June, 2021 archive
“An Armed Society Is a Polite Society” 0
Just a little playful politeness . . . .
Guns and stupid, guns and stupid,
They go together like love and Cupid.
Let me tell you, brother,
You won’t find one without the other.
QOTD 0
Christopher Morley:
No one appreciates the very special genius of your conversation as the dog does.
The Noaccount Recount 0
At AZCentral.com, Warren Stewart explores the motive for the Arizona Senate’s noaccount recount:
Follow the link for his evidence.
They Know Not of What They Speak 0
AL.com’s Kyle Whitmire asked an Alabama legislator who submitted a bill to ban the teaching of “critical race theory” in primary and secondary schools (where it is not taught, by the way) to define “critical race theory.”
The Whitewashing of American History 0
I’m a Southern boy.
I lived through my own whitewashing in my segregated school, where what I was taught about Virginia’s history was, shall we say, less than objective.
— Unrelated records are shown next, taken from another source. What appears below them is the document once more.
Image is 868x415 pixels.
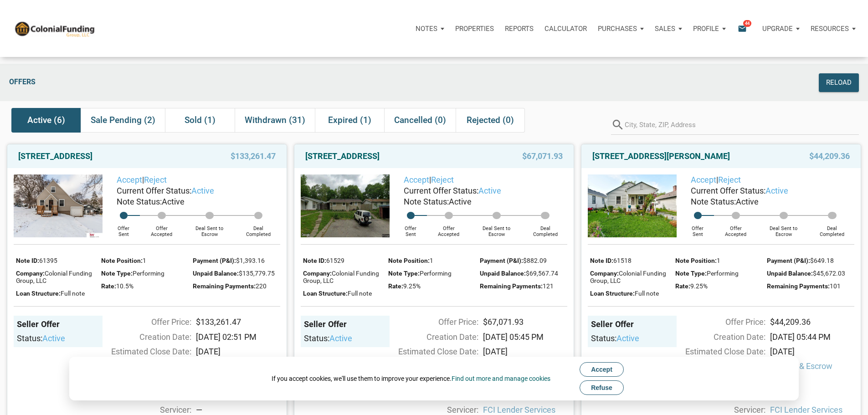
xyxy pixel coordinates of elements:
[598,25,637,33] p: Purchases
[165,108,235,132] div: Sold (1)
[691,186,766,195] span: Current Offer Status:
[767,283,830,290] span: Remaining Payments:
[676,283,690,290] span: Rate:
[688,15,732,42] button: Profile
[272,374,551,383] div: If you accept cookies, we'll use them to improve your experience.
[98,315,192,328] div: Offer Price:
[117,197,162,206] span: Note Status:
[427,219,470,237] div: Offer Accepted
[27,114,65,125] span: Active (6)
[17,333,42,343] span: Status:
[16,290,61,297] span: Loan Structure:
[256,283,266,290] span: 220
[766,331,859,343] div: [DATE] 05:44 PM
[81,108,165,132] div: Sale Pending (2)
[236,219,281,237] div: Deal Completed
[757,219,810,237] div: Deal Sent to Escrow
[592,15,649,42] button: Purchases
[192,269,238,277] span: Unpaid Balance:
[384,108,456,132] div: Cancelled (0)
[143,257,146,264] span: 1
[185,114,216,125] span: Sold (1)
[499,15,539,42] button: Reports
[101,269,132,277] span: Note Type:
[132,269,164,277] span: Performing
[672,331,766,343] div: Creation Date:
[192,186,214,195] span: active
[192,315,285,328] div: $133,261.47
[192,345,285,357] div: [DATE]
[471,219,523,237] div: Deal Sent to Escrow
[14,174,103,237] img: 574508
[830,283,841,290] span: 101
[404,175,454,185] span: |
[591,366,612,373] span: Accept
[117,175,142,185] a: Accept
[690,283,707,290] span: 9.25%
[590,269,619,277] span: Company:
[523,257,547,264] span: $882.09
[543,283,554,290] span: 121
[236,257,265,264] span: $1,393.16
[580,380,624,395] button: Refuse
[17,318,100,329] div: Seller Offer
[117,175,167,185] span: |
[5,73,649,92] div: Offers
[766,375,859,387] div: [DATE]
[303,290,348,297] span: Loan Structure:
[107,219,140,237] div: Offer Sent
[98,345,192,357] div: Estimated Close Date:
[545,25,587,33] p: Calculator
[806,15,861,42] a: Resources
[810,151,850,162] span: $44,209.36
[192,283,256,290] span: Remaining Payments:
[810,257,834,264] span: $649.18
[192,331,285,343] div: [DATE] 02:51 PM
[672,345,766,357] div: Estimated Close Date:
[235,108,315,132] div: Withdrawn (31)
[691,197,736,206] span: Note Status:
[743,19,751,27] span: 44
[736,197,759,206] span: Active
[478,315,572,328] div: $67,071.93
[715,219,757,237] div: Offer Accepted
[238,269,275,277] span: $135,779.75
[304,333,330,343] span: Status:
[101,283,116,290] span: Rate:
[449,197,471,206] span: Active
[757,15,806,42] button: Upgrade
[766,315,859,328] div: $44,209.36
[676,257,717,264] span: Note Position:
[450,15,499,42] a: Properties
[455,25,494,33] p: Properties
[18,151,93,162] a: [STREET_ADDRESS]
[101,257,143,264] span: Note Position:
[385,315,478,328] div: Offer Price:
[707,269,739,277] span: Performing
[580,362,624,377] button: Accept
[456,108,525,132] div: Rejected (0)
[770,389,855,401] div: —
[42,333,65,343] span: active
[625,114,859,135] input: City, State, ZIP, Address
[480,269,526,277] span: Unpaid Balance:
[478,186,501,195] span: active
[616,333,640,343] span: active
[672,315,766,328] div: Offer Price:
[61,290,85,297] span: Full note
[731,15,757,42] button: email44
[590,269,666,284] span: Colonial Funding Group, LLC
[301,174,390,237] img: 571822
[826,77,852,88] div: Reload
[404,186,478,195] span: Current Offer Status:
[467,114,514,125] span: Rejected (0)
[162,197,185,206] span: Active
[16,269,92,284] span: Colonial Funding Group, LLC
[649,15,688,42] button: Sales
[480,257,523,264] span: Payment (P&I):
[693,25,719,33] p: Profile
[183,219,236,237] div: Deal Sent to Escrow
[16,269,44,277] span: Company:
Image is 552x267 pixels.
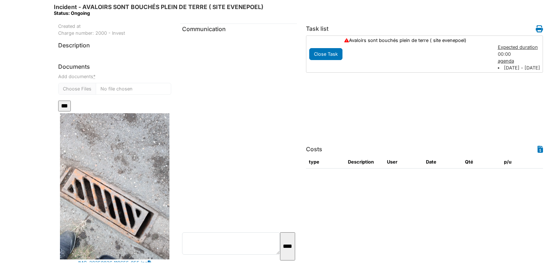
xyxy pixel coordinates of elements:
span: translation missing: en.todo.action.close_task [314,51,338,57]
h6: Task list [306,25,329,32]
h6: Incident - AVALOIRS SONT BOUCHÉS PLEIN DE TERRE ( SITE EVENEPOEL) [54,4,264,16]
div: 00:00 [495,44,546,72]
a: Close Task [309,50,343,57]
div: Status: Ongoing [54,10,264,16]
div: Avaloirs sont bouchés plein de terre ( site evenepoel) [341,37,495,44]
li: [DATE] - [DATE] [498,64,542,71]
th: Qté [462,155,501,168]
label: Add documents [58,73,95,80]
abbr: required [93,74,95,79]
th: User [384,155,423,168]
span: translation missing: en.communication.communication [182,25,226,33]
h6: Documents [58,63,171,70]
h6: Costs [306,146,322,153]
i: Work order [536,25,543,33]
th: type [306,155,345,168]
h6: Description [58,42,90,49]
div: Expected duration [498,44,542,51]
th: Description [345,155,384,168]
th: p/u [501,155,540,168]
div: agenda [498,57,542,64]
a: IMG_20250826_110655_055.jpg [78,259,148,266]
img: IMG_20250826_110655_055.jpg [60,113,170,259]
th: Date [423,155,462,168]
Then I trained to be an historian . . . .
Hell, I was taught that 1619 was the “red letter year,” because it saw the arrival of a significant number of English women to satisfy the lust of the colonists (lust was not addressed in the third grade) (that part seems questionable, but that’s what I was taught when I was eight years old), the creation of the first representative organ of government in the English colony, and the first arrival of African slaves.
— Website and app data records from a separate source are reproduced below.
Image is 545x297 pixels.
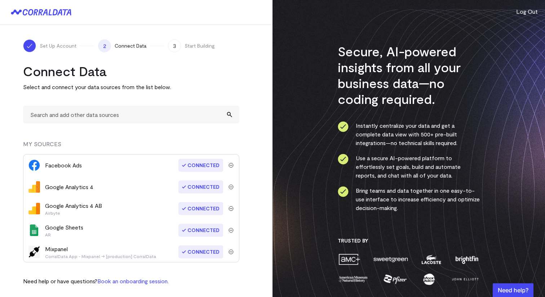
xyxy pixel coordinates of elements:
[228,184,234,189] img: trash-40e54a27.svg
[178,180,223,193] span: Connected
[228,249,234,254] img: trash-40e54a27.svg
[98,39,111,52] span: 2
[178,223,223,236] span: Connected
[28,181,40,192] img: google_analytics_4-4ee20295.svg
[228,227,234,232] img: trash-40e54a27.svg
[422,272,436,285] img: moon-juice-c312e729.png
[338,253,361,265] img: amc-0b11a8f1.png
[516,7,538,16] button: Log Out
[338,154,480,179] li: Use a secure AI-powered platform to effortlessly set goals, build and automate reports, and chat ...
[338,154,348,164] img: ico-check-circle-4b19435c.svg
[338,186,348,197] img: ico-check-circle-4b19435c.svg
[338,272,369,285] img: amnh-5afada46.png
[454,253,480,265] img: brightfin-a251e171.png
[26,42,33,49] img: ico-check-white-5ff98cb1.svg
[421,253,442,265] img: lacoste-7a6b0538.png
[45,244,156,259] div: Mixpanel
[338,186,480,212] li: Bring teams and data together in one easy-to-use interface to increase efficiency and optimize de...
[178,245,223,258] span: Connected
[178,202,223,215] span: Connected
[45,253,156,259] p: CorralData App - Mixpanel → [production] CorralData
[185,42,215,49] span: Start Building
[23,276,169,285] p: Need help or have questions?
[338,121,348,132] img: ico-check-circle-4b19435c.svg
[450,272,480,285] img: john-elliott-25751c40.png
[383,272,408,285] img: pfizer-e137f5fc.png
[178,159,223,172] span: Connected
[97,277,169,284] a: Book an onboarding session.
[23,139,239,154] div: MY SOURCES
[45,161,82,169] div: Facebook Ads
[28,224,40,236] img: google_sheets-5a4bad8e.svg
[23,106,239,123] input: Search and add other data sources
[40,42,76,49] span: Set Up Account
[338,121,480,147] li: Instantly centralize your data and get a complete data view with 500+ pre-built integrations—no t...
[338,43,480,107] h3: Secure, AI-powered insights from all your business data—no coding required.
[228,206,234,211] img: trash-40e54a27.svg
[45,182,93,191] div: Google Analytics 4
[28,159,40,171] img: facebook_ads-56946ca1.svg
[115,42,146,49] span: Connect Data
[45,231,83,237] p: AR
[373,253,409,265] img: sweetgreen-1d1fb32c.png
[228,163,234,168] img: trash-40e54a27.svg
[23,63,239,79] h2: Connect Data
[23,83,239,91] p: Select and connect your data sources from the list below.
[45,201,102,216] div: Google Analytics 4 AB
[168,39,181,52] span: 3
[45,210,102,216] p: Airbyte
[45,223,83,237] div: Google Sheets
[28,245,40,258] img: default-f74cbd8b.png
[338,237,480,244] h3: Trusted By
[28,203,40,214] img: google_analytics_4-fc05114a.png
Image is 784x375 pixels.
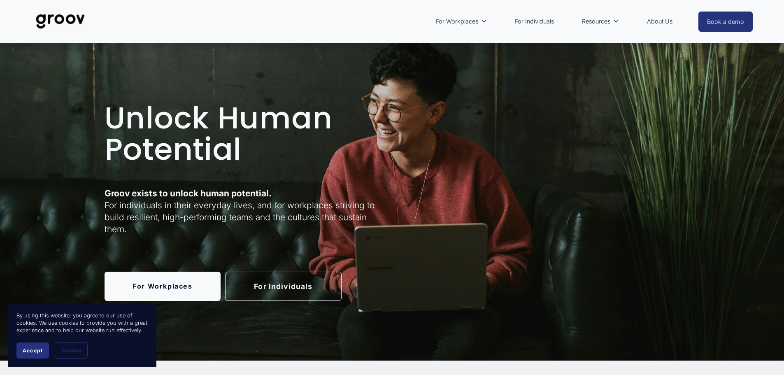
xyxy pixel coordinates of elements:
[225,272,342,301] a: For Individuals
[105,103,390,165] h1: Unlock Human Potential
[105,187,390,235] p: For individuals in their everyday lives, and for workplaces striving to build resilient, high-per...
[436,16,478,27] span: For Workplaces
[643,12,677,31] a: About Us
[61,347,81,354] span: Decline
[23,347,43,354] span: Accept
[16,312,148,334] p: By using this website, you agree to our use of cookies. We use cookies to provide you with a grea...
[699,12,753,32] a: Book a demo
[511,12,558,31] a: For Individuals
[8,304,156,367] section: Cookie banner
[31,8,89,35] img: Groov | Unlock Human Potential at Work and in Life
[16,343,49,359] button: Accept
[432,12,492,31] a: folder dropdown
[582,16,611,27] span: Resources
[578,12,624,31] a: folder dropdown
[55,343,88,359] button: Decline
[105,188,272,198] strong: Groov exists to unlock human potential.
[105,272,221,301] a: For Workplaces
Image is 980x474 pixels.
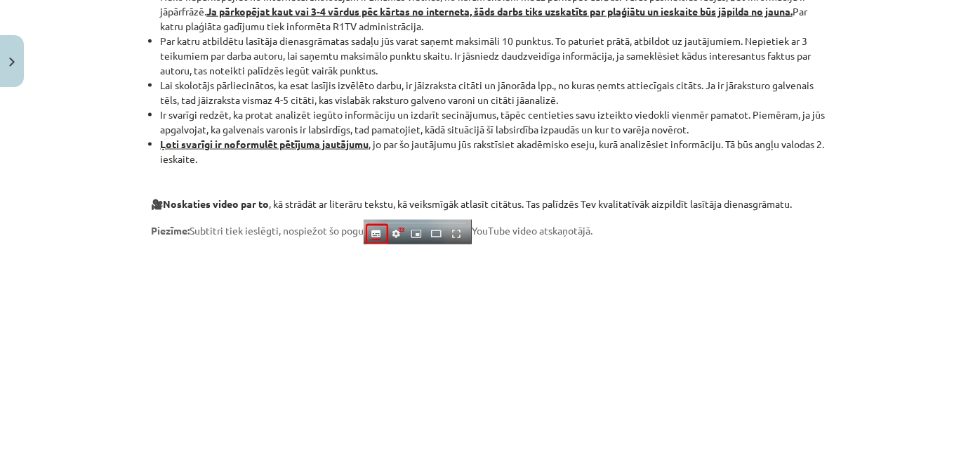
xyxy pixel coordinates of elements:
[9,57,15,67] img: icon-close-lesson-0947bae3869378f0d4975bcd49f059093ad1ed9edebbc8119c70593378902aed.svg
[163,197,269,210] strong: Noskaties video par to
[160,78,829,108] li: Lai skolotājs pārliecinātos, ka esat lasījis izvēlēto darbu, ir jāizraksta citāti un jānorāda lpp...
[160,137,829,166] li: , jo par šo jautājumu jūs rakstīsiet akadēmisko eseju, kurā analizēsiet informāciju. Tā būs angļu...
[151,197,829,211] p: 🎥 , kā strādāt ar literāru tekstu, kā veiksmīgāk atlasīt citātus. Tas palīdzēs Tev kvalitatīvāk a...
[160,34,829,78] li: Par katru atbildētu lasītāja dienasgrāmatas sadaļu jūs varat saņemt maksimāli 10 punktus. To patu...
[206,5,792,17] strong: Ja pārkopējat kaut vai 3-4 vārdus pēc kārtas no interneta, šāds darbs tiks uzskatīts par plaģiātu...
[151,224,190,237] strong: Piezīme:
[160,108,829,137] li: Ir svarīgi redzēt, ka protat analizēt iegūto informāciju un izdarīt secinājumus, tāpēc centieties...
[151,224,592,237] span: Subtitri tiek ieslēgti, nospiežot šo pogu YouTube video atskaņotājā.
[160,137,369,150] strong: Ļoti svarīgi ir noformulēt pētījuma jautājumu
Yes, I was taught that the establishment of slavery was a good thing, a red letter thing.
I guess you can call that “uncritical race theory,” the sort of “race theory” that the Republican Party now advocates.
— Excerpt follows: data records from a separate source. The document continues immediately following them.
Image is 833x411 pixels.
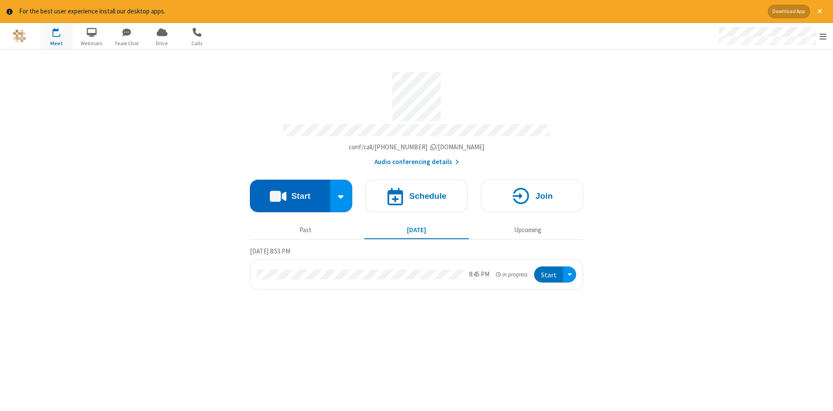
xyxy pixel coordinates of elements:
[59,28,64,34] div: 1
[365,222,469,239] button: [DATE]
[496,270,528,279] em: in progress
[13,30,26,43] img: QA Selenium DO NOT DELETE OR CHANGE
[349,142,485,152] button: Copy my meeting room linkCopy my meeting room link
[711,23,833,49] div: Open menu
[250,180,330,212] button: Start
[181,39,214,47] span: Calls
[291,192,310,200] h4: Start
[253,222,358,239] button: Past
[349,143,485,151] span: Copy my meeting room link
[250,246,583,289] section: Today's Meetings
[40,39,73,47] span: Meet
[19,7,762,16] div: For the best user experience install our desktop apps.
[481,180,583,212] button: Join
[536,192,553,200] h4: Join
[330,180,353,212] div: Start conference options
[813,5,827,18] button: Close alert
[534,266,563,283] button: Start
[476,222,580,239] button: Upcoming
[365,180,468,212] button: Schedule
[409,192,447,200] h4: Schedule
[768,5,810,18] button: Download App
[111,39,143,47] span: Team Chat
[375,157,459,167] button: Audio conferencing details
[146,39,178,47] span: Drive
[563,266,576,283] div: Open menu
[76,39,108,47] span: Webinars
[469,270,490,280] div: 8:45 PM
[250,247,290,255] span: [DATE] 8:53 PM
[250,66,583,167] section: Account details
[3,23,36,49] button: Logo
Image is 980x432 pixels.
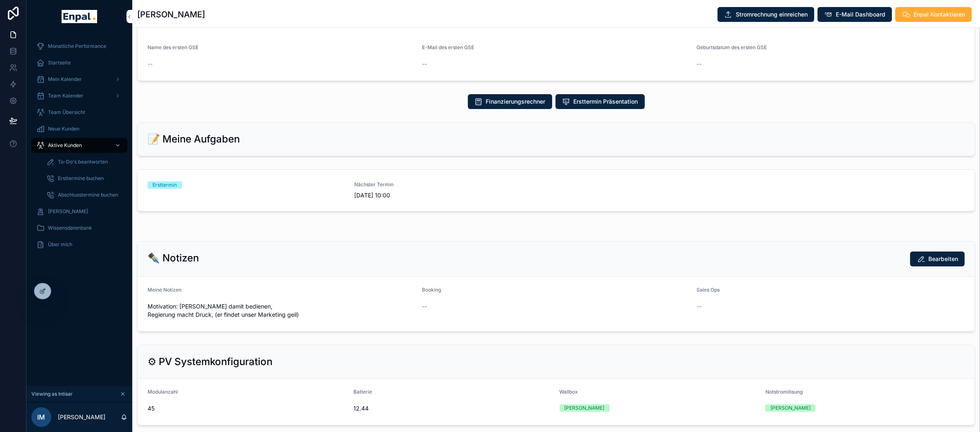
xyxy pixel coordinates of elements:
[48,225,92,231] span: Wissensdatenbank
[32,391,73,397] span: Viewing as Intisar
[422,302,427,310] span: --
[422,44,474,50] span: E-Mail des ersten GSE
[58,175,104,181] span: Ersttermine buchen
[41,155,128,169] a: To-Do's beantworten
[32,204,128,219] a: [PERSON_NAME]
[138,170,975,211] a: ErstterminNächster Termin[DATE] 10:00
[153,181,177,189] div: Ersttermin
[148,302,416,319] span: Motivation: [PERSON_NAME] damit bedienen, Regierung macht Druck, (er findet unser Marketing geil)
[422,287,441,293] span: Booking
[697,44,767,50] span: Geburtsdatum des ersten GSE
[32,105,128,120] a: Team Übersicht
[48,208,88,215] span: [PERSON_NAME]
[148,287,182,293] span: Meine Notizen
[910,251,965,266] button: Bearbeiten
[48,76,82,83] span: Mein Kalender
[736,10,808,19] span: Stromrechnung einreichen
[48,241,72,248] span: Über mich
[148,389,178,395] span: Modulanzahl
[58,158,108,165] span: To-Do's beantworten
[137,9,205,20] h1: [PERSON_NAME]
[556,94,645,109] button: Ersttermin Präsentation
[48,43,106,50] span: Monatliche Performance
[914,10,965,19] span: Enpal Kontaktieren
[37,412,45,422] span: IM
[565,405,605,412] div: [PERSON_NAME]
[574,97,638,106] span: Ersttermin Präsentation
[148,355,273,369] h2: ⚙ PV Systemkonfiguration
[836,10,886,19] span: E-Mail Dashboard
[32,55,128,71] a: Startseite
[468,94,552,109] button: Finanzierungsrechner
[48,92,84,99] span: Team Kalender
[58,413,105,421] p: [PERSON_NAME]
[41,171,128,186] a: Ersttermine buchen
[355,192,551,199] span: [DATE] 10:00
[928,255,958,263] span: Bearbeiten
[27,33,133,263] div: scrollable content
[32,72,128,86] a: Mein Kalender
[32,237,128,252] a: Über mich
[422,60,427,68] span: --
[32,89,128,103] a: Team Kalender
[32,39,128,54] a: Monatliche Performance
[58,192,118,198] span: Abschlusstermine buchen
[355,181,551,188] span: Nächster Termin
[48,109,85,116] span: Team Übersicht
[697,60,702,68] span: --
[48,60,71,66] span: Startseite
[148,405,347,413] span: 45
[32,122,128,136] a: Neue Kunden
[560,389,579,395] span: Wallbox
[48,125,79,132] span: Neue Kunden
[32,138,128,153] a: Aktive Kunden
[148,251,199,265] h2: ✒️ Notizen
[697,287,720,293] span: Sales Ops
[718,7,814,22] button: Stromrechnung einreichen
[148,132,240,145] h2: 📝 Meine Aufgaben
[61,10,97,23] img: App logo
[353,389,372,395] span: Batterie
[770,405,811,412] div: [PERSON_NAME]
[765,389,803,395] span: Notstromlösung
[148,44,198,50] span: Name des ersten GSE
[41,187,128,202] a: Abschlusstermine buchen
[697,302,702,310] span: --
[818,7,892,22] button: E-Mail Dashboard
[896,7,972,22] button: Enpal Kontaktieren
[486,97,545,106] span: Finanzierungsrechner
[32,220,128,235] a: Wissensdatenbank
[353,405,553,413] span: 12.44
[148,60,153,68] span: --
[48,142,82,149] span: Aktive Kunden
The Republican Party has become the party of racism.
No Place To Hide, the Clock is TikToking Dept. 0
Bruce Schneier reports that TikTok has changed its terms of service to include a provision that it may now collect biometric data.
One more time, “social” media isn’t.
It’s All about the Algorithm, Down the Rabid Hole Dept. 0
At Psychology Today Blogs, Sebastian Ocklenburg explores how “fear of missing out,” often referred to as FOMO, sucks people into “social” media and keeps them there. A nugget:
On the one hand, it could be assumed that people with high FOMO check the social media feeds of their friends and family to not miss out on what happens in their lives.
On the other hand, the association could also go the other way around. If someone constantly checks the social media feeds of other people, they may develop FOMO because they see other people doing all these awesome things all the time. That these pictures often look better than the actual experience was is often ignored.